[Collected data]

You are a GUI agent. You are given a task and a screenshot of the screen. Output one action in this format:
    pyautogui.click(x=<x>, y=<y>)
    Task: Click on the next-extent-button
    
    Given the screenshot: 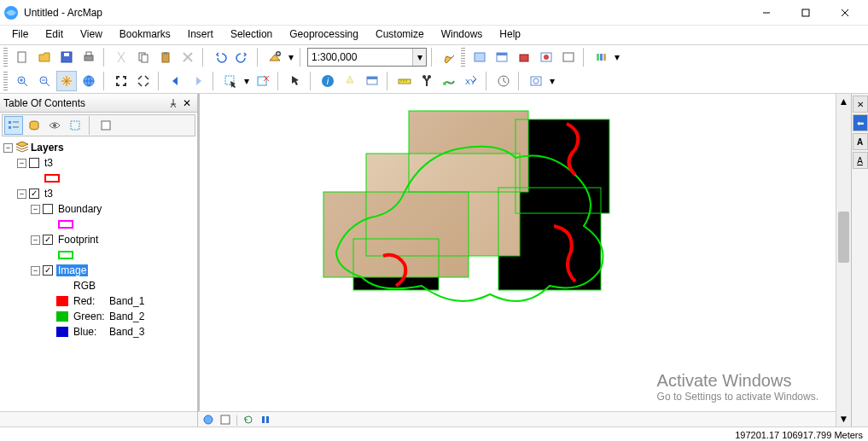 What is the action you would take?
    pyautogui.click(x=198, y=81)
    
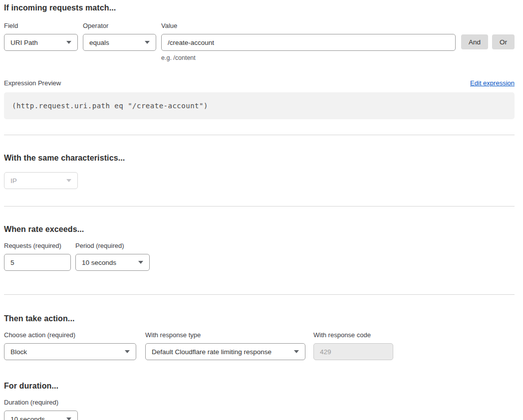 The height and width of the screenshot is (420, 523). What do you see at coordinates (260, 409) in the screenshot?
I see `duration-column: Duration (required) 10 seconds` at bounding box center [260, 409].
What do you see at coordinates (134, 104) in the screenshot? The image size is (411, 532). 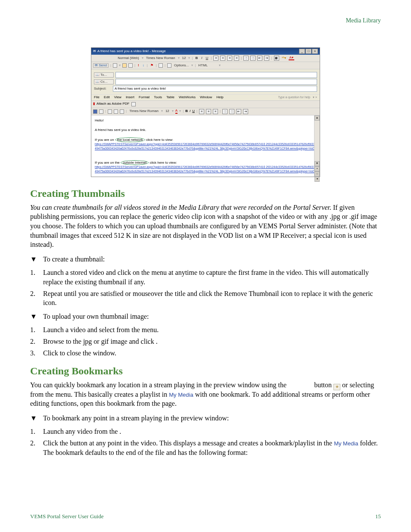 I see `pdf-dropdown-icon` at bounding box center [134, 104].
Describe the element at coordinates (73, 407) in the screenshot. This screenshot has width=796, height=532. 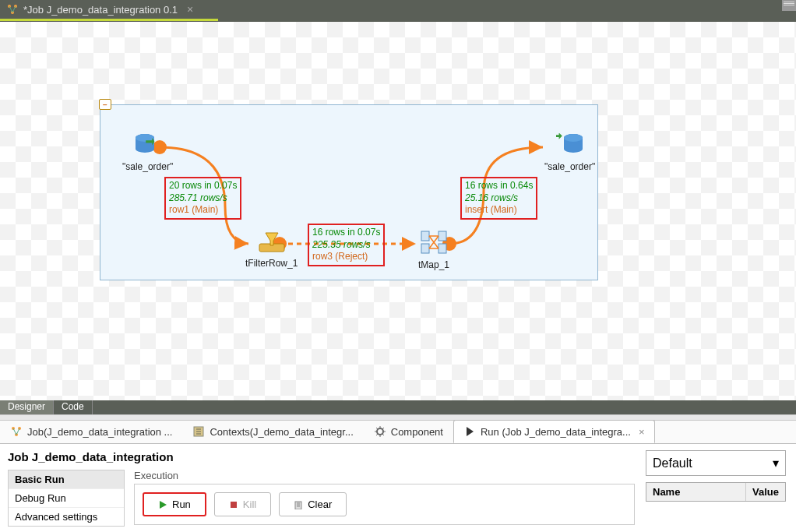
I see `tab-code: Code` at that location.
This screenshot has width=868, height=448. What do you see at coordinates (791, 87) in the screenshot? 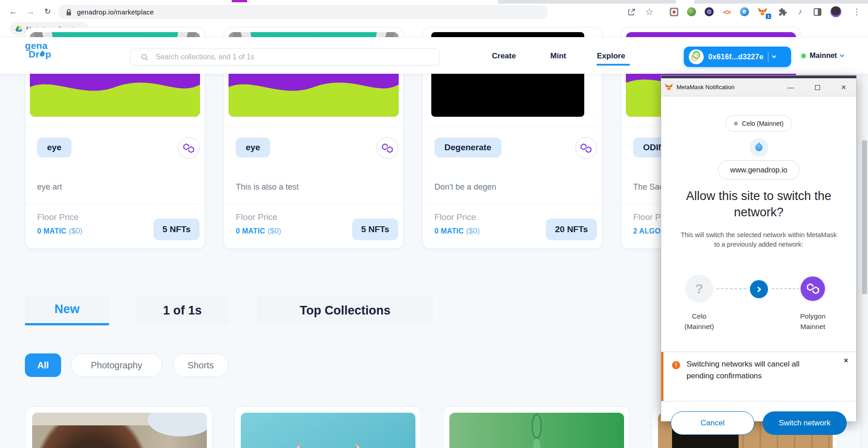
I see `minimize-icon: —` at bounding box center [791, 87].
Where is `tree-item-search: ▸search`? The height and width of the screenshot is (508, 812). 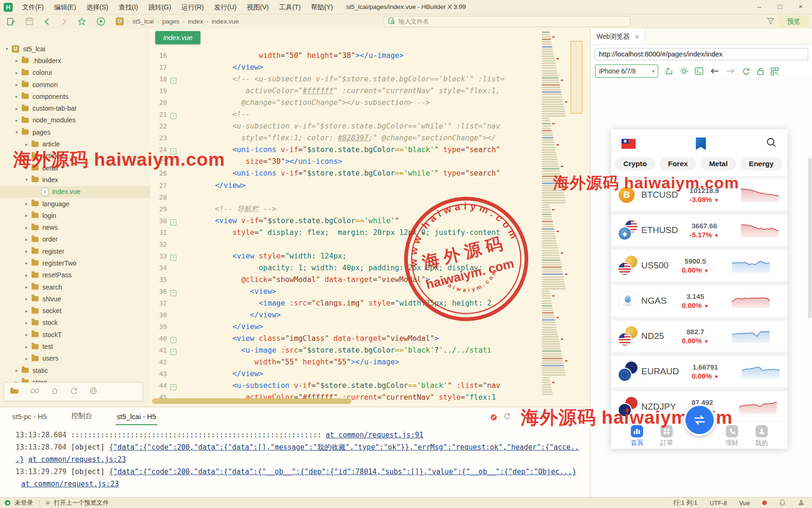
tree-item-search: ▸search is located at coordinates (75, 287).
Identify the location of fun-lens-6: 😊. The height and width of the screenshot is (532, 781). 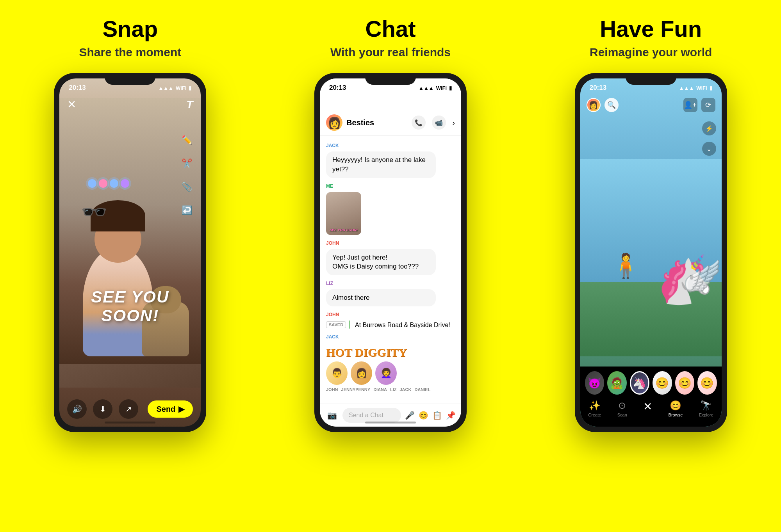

→ Exercise prompt:
Please retype the top of the data exactly, down to and including the line that holds "Task: Click on the next-extent-button", and nothing further.

→ Output of the exercise:
You are a GUI agent. You are given a task and a screenshot of the screen. Output one action in this format:
    pyautogui.click(x=<x>, y=<y>)
    Task: Click on the next-extent-button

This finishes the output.